(2007-01-20) Yegge Great Software Systems

Steve Yegge on what makes great software systems (Platform). The big realization I had, sometime in the last month or so, is that all of the common properties of my favorite software systems can be derived from a single Root Cause: one property, or design principle, that if present will cause software to take on the right characteristics automatically. What are my favorite software systems? Here are a few of the very best: UNIX. WinXP. MacOs X. EMacs. MsExcel. FireFox. Ruby On Rails. Python. Ruby. Scheme. Common Lisp. LP-Muds (MUD). The Java Virtual Machine (JVM). A few more that just barely make the cut, for now: MsWord.
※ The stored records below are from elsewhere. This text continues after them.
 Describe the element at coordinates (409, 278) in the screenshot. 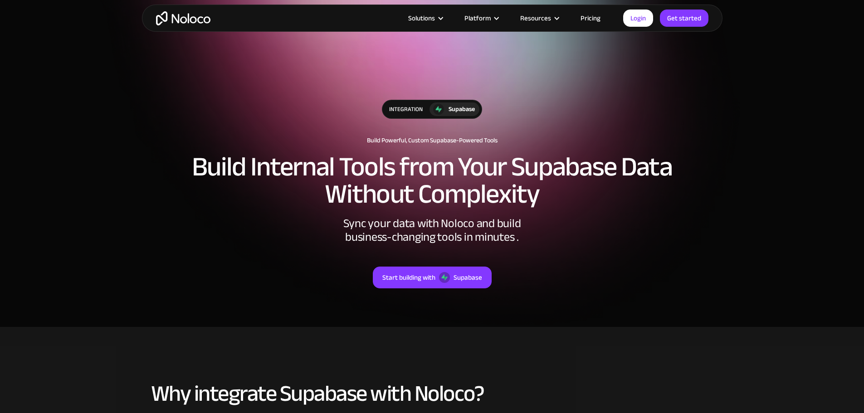

I see `div: Start building with` at that location. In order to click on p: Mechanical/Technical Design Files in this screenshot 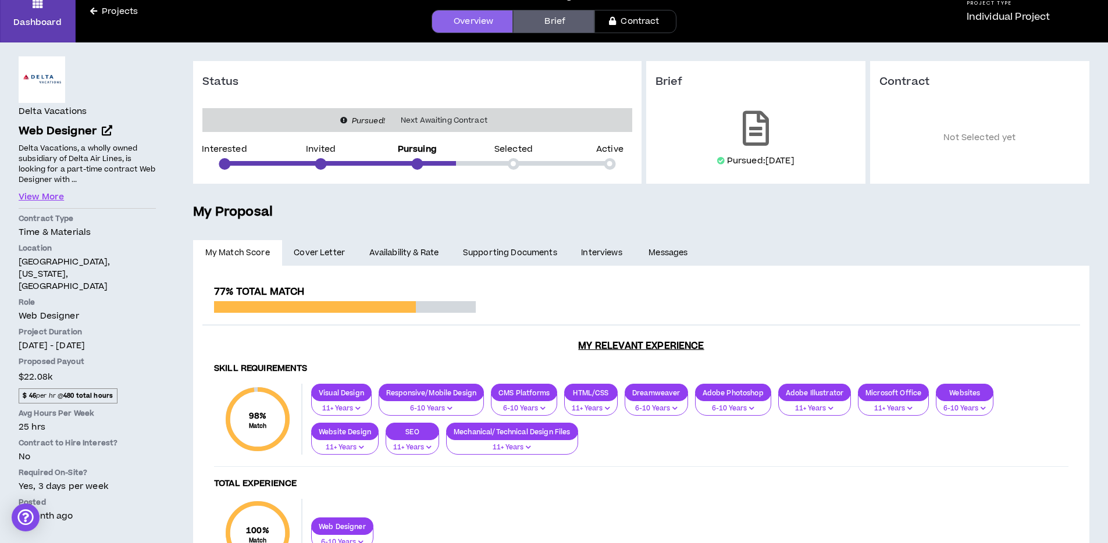, I will do `click(512, 432)`.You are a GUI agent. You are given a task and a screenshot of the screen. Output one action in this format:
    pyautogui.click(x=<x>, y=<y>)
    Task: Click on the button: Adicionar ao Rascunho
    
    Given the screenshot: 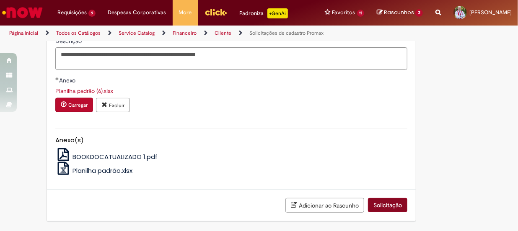 What is the action you would take?
    pyautogui.click(x=325, y=205)
    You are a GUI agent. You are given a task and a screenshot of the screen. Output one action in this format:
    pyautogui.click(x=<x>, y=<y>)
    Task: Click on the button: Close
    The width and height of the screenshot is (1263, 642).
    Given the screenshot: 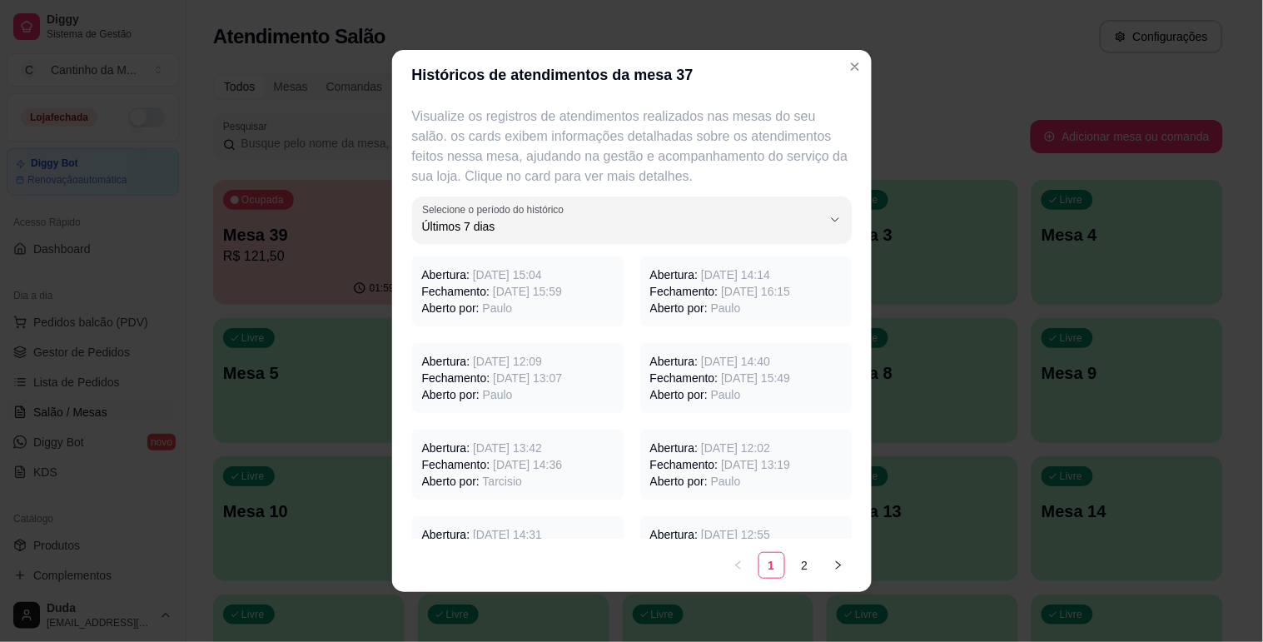 What is the action you would take?
    pyautogui.click(x=855, y=67)
    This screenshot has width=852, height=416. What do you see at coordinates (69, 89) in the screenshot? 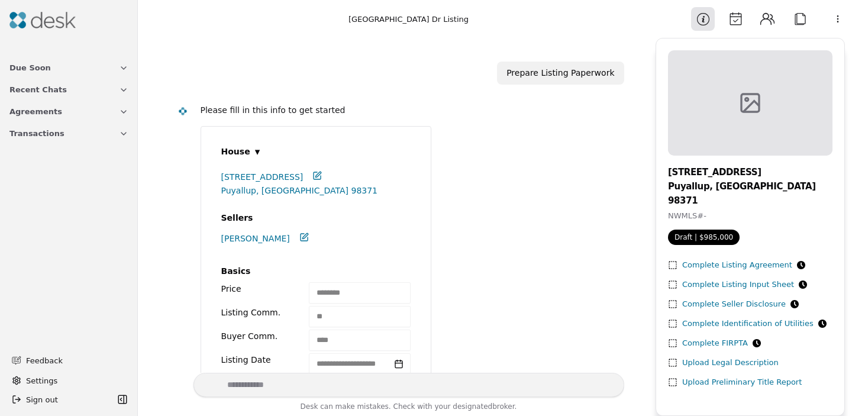
I see `button: Recent Chats` at bounding box center [69, 89].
OmniGraffle Pro. JavaScript. Per Force. Some that I think would make the cut if I learned how to use them effectively: The GIMP. Mathematica. VIM. Lua. MsIE.... I won't keep you in suspense. I think the most important principle in all of software design is this: Systems should never Re Boot. If you design a system so that it never needs to reboot, then you will eventually, even if it's by a very roundabout path, arrive at a system that will live forever.... I think the second most important design principle, really a corollary to the first, is that systems must be able to grow without rebooting... First (essential feature): every great system has a command shell (Command Line)... Great systems also have advice. There's no universally accepted name for this feature. Sometimes it's called hooks, or filters, or Aspect Oriented Programming... World-class software systems always have an extension language and a PlugIn system... The last big feature I'll enumerate today, and it's just as important as the rest, is that great software systems are Intro Spective. You can poke around and examine them at runtime, and ideally they poke around and examine themselves as well... Introspection can (and should) take many different forms, not just health monitoring. (aliveness? turing-complete?)
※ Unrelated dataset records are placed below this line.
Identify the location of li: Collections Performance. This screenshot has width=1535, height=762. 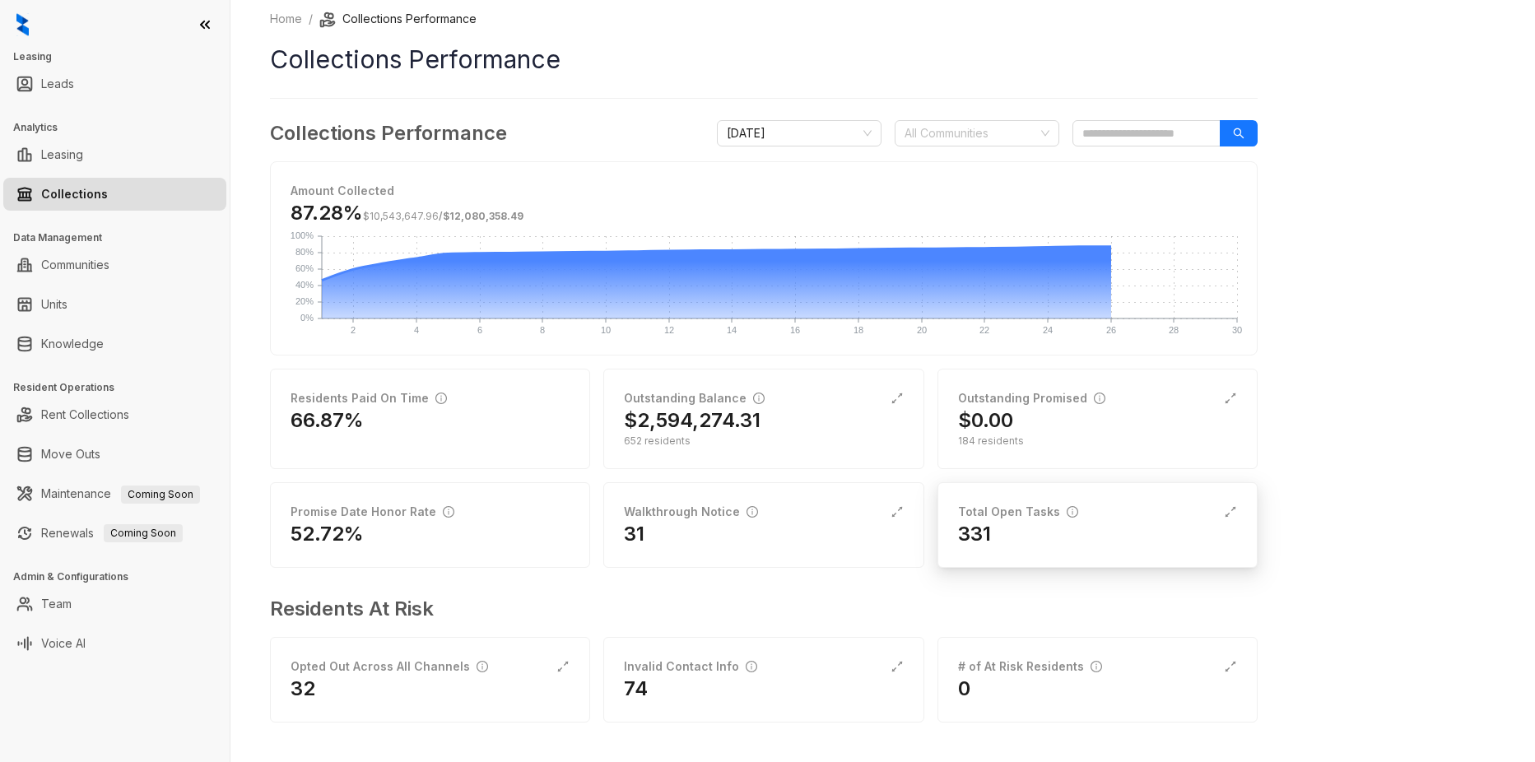
(398, 19).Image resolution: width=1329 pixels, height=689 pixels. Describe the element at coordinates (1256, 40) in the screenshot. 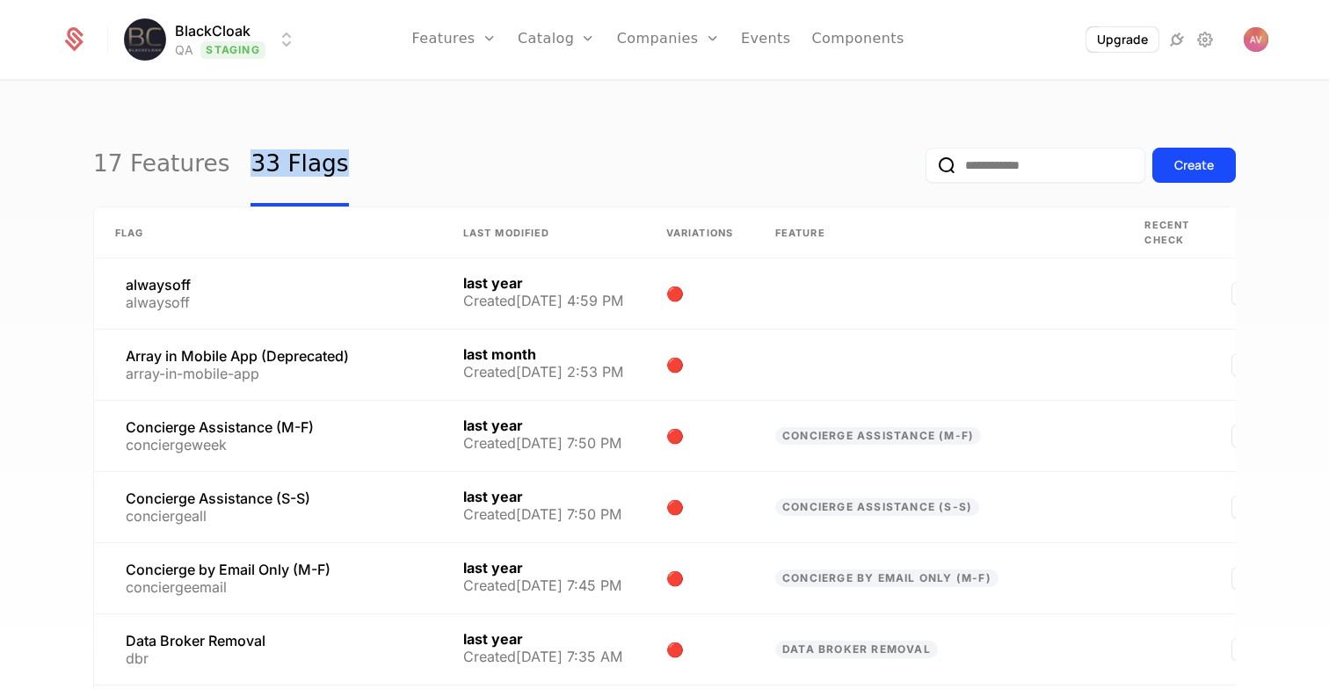

I see `button: Open user button` at that location.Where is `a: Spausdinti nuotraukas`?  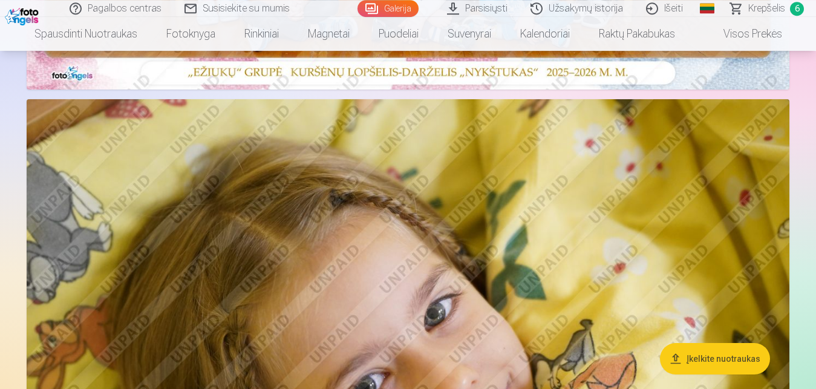 a: Spausdinti nuotraukas is located at coordinates (86, 34).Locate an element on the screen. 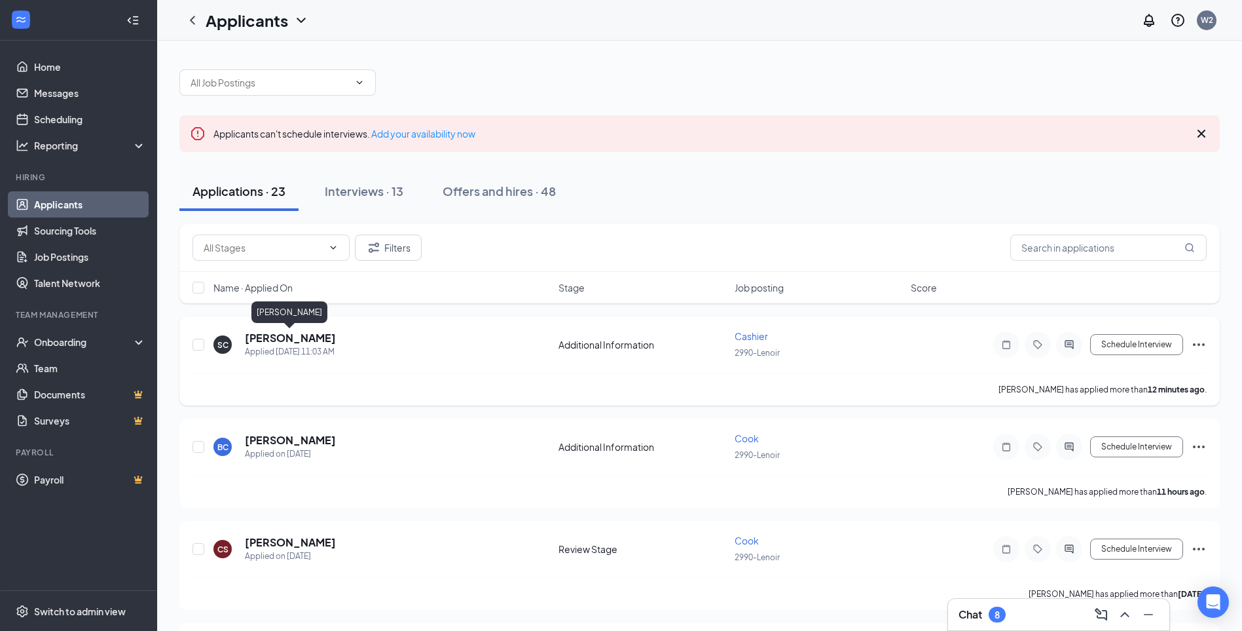 The image size is (1242, 631). span: Job posting is located at coordinates (759, 287).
Apr29'2008 update: semi-related see Ted Nelson name full Platform-s when, as asked, for software examples with the potential to enlarge the mind and liberate people, specifically TinderBox, Pro Graph, Real Basic, EMacs, Adobe Flash.

Dec'2008: semi-related: Joe Gregorio asks What part of the computer in front of you is Fractal? The answer is none of it, yet in nature, which has been at this game of computation for billions of years, everything is fractal. We're doing it all wrong. Sean McGrath thinks that documents are Fractal. Headings and sub-headings to any depth with anything you like in between the headings, in any order. Self similar. Arbitrarily deep and fiendishly difficult to process automatically. That is the real world. A messy world of "unstructured" stuff that we call "content" lest we sully the word "data".
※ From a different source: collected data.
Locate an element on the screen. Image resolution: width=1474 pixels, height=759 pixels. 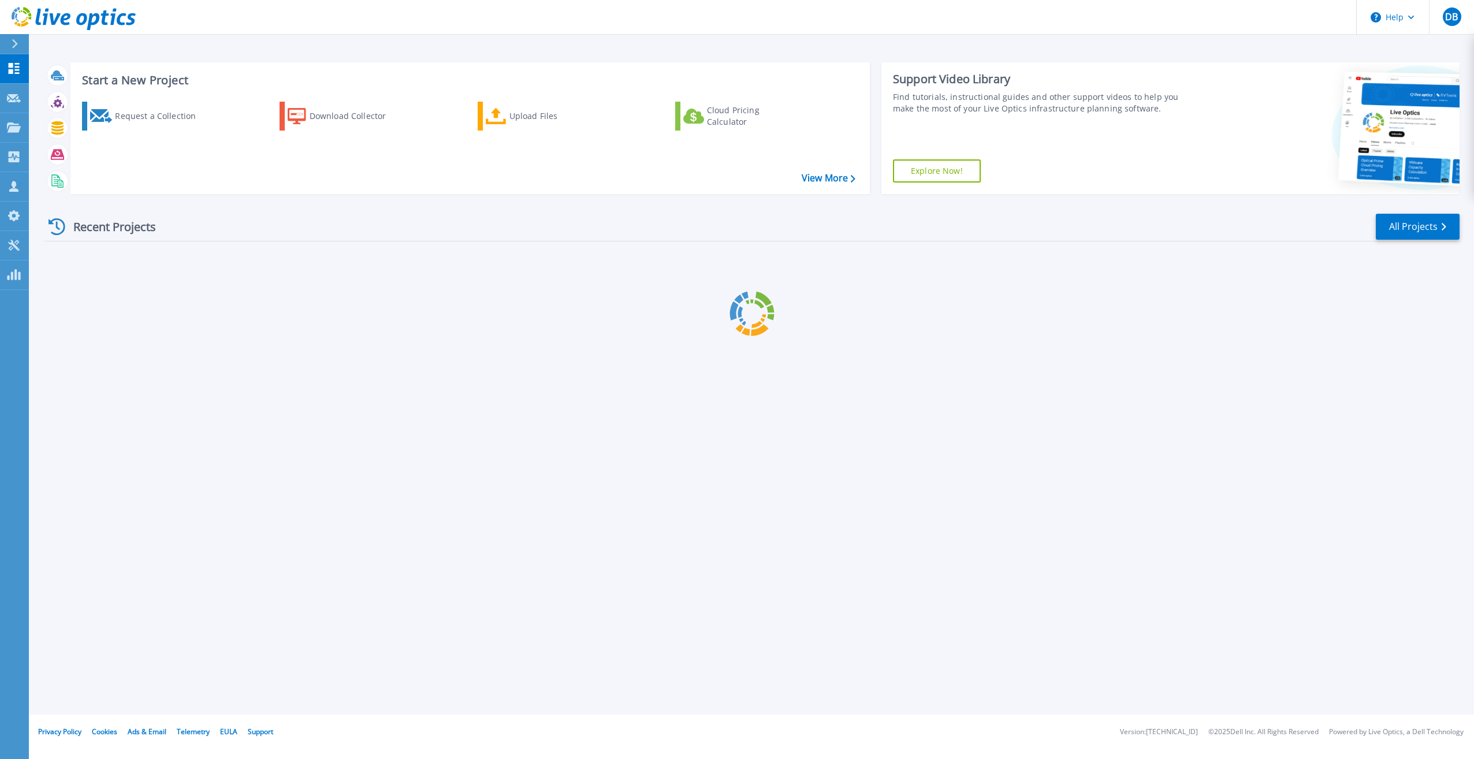
a: All Projects is located at coordinates (1418, 226).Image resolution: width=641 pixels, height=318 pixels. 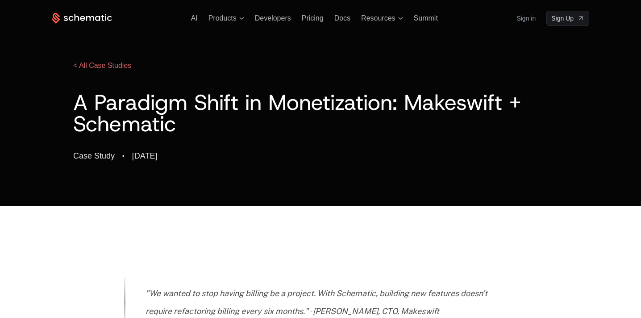 I want to click on a: Developers, so click(x=273, y=18).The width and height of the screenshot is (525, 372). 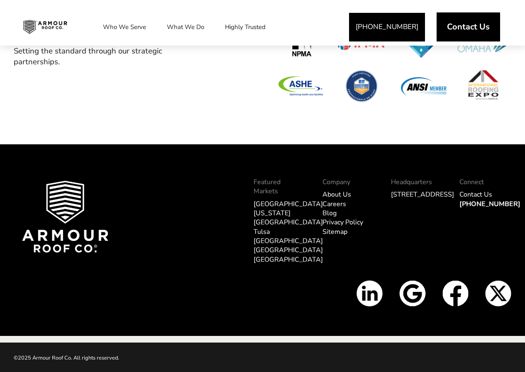 What do you see at coordinates (337, 195) in the screenshot?
I see `a: About Us` at bounding box center [337, 195].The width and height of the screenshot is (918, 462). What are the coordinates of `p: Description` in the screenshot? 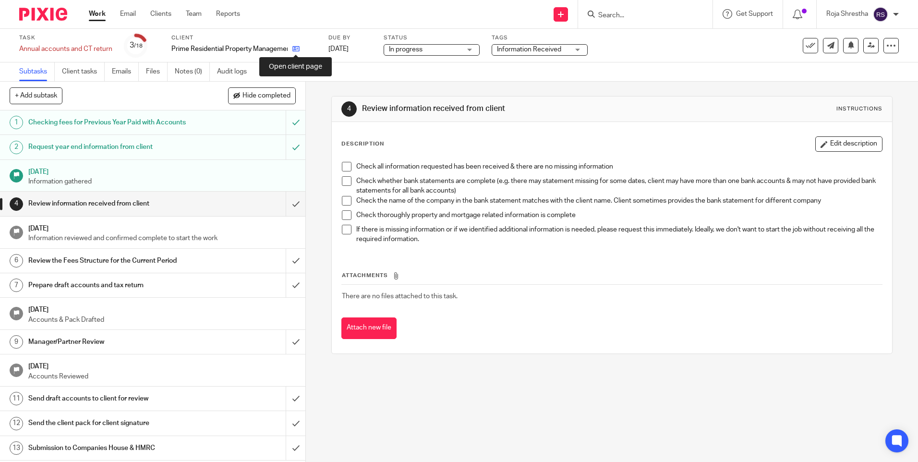 It's located at (363, 144).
Apr'2014: Paul Ford identifies 5 "Great Works": MsOffice, Photo Shop, Pac Man, UNIX, EMacs, realizing that Each ultimately provided a way for large groups of people to talk about and think about very difficult problems... typically thought to be in the domain of philosophy, literature, or art, rather than programming. This software doesn’t just let people do things; it gives them a way to talk about and share what they did. (Sense Making, CollaborationWare)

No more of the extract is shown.